The only transaction you have to use dollars for is to pay your taxes, or if someone owes you a debt you are legally obligated to accept dollars for the debt. But if you never allow anyone to go into debt to you, then you’re fine and can legally conduct all your business using gold bullion.

“Money” is a concept. An Idea. It is a medium of exchange that allows us to exchange hours of labor for widgets, wheat for oil, tomatoes for cars. If it didn’t exist, it would be necessary to invent it.

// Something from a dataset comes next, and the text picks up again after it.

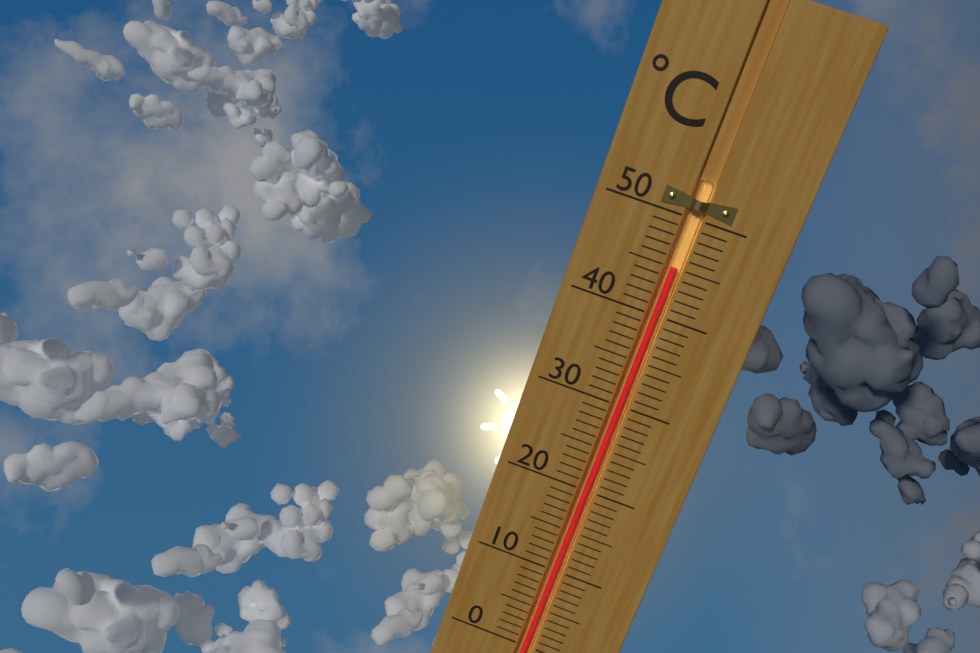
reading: 45 °C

So then, since you need a medium of exchange, what do you use? Over time, precious metals became the standard medium, even if other things were still used. And in time, we switched to paper to represent this ‘value’. Now as we progress, even paper is becoming obsolete and we’re just moving electrons around. Not that electrons are now currency, but we’re ‘just keeping score’ so to speak on computers. Money is just numbers kept track of to represent that you have N units available to you, or that you owe. There is no more reason that we should use or go back to using Gold than there is that we should start using strings of beads or big stone wheels. None of those things is ‘money’. They’re just a representation of money, a common illusion agreed to by the participants.

Schrodinger’s gold.

The dollar is backed by the full faith and credit of the United States, which, by it’s Constitution, may not renege on a debt. All of the assets of the US, plus its taxing ability cover the national debt many, many, many time over.

That’s the beauty of it!

:confused: You’re saying the gold is either there or it’s not, but we’ve nothing to worry about until some damn fool collapses the wave function?? :smack: :smiley:

Precisely. Once the vault is opened and it’s contents, if any, assayed, we will discover that there is no or not enough gold there and there will be loss of faith in our government. Or it will all be there and the conspiracy theorists will be driven to the point of saying that the assay was faked, photoshopped, etc. Life is Schrodinger’s Gold.

Chimera:

Really? You don’t think there are basic civilian shipping/logistics companies that have 230 tractor trailers?

Halliburton! :eek:

J. B. Hunt could do it from one dispatch location!

FWIW, I’m told that all the gold in California is in a bank in the middle of Beverly Hills in somebody else’s name.

Thanks for the earworm, punk! :stuck_out_tongue:

Happy to help!

All the gold was used in the fringes on Admiralty flags.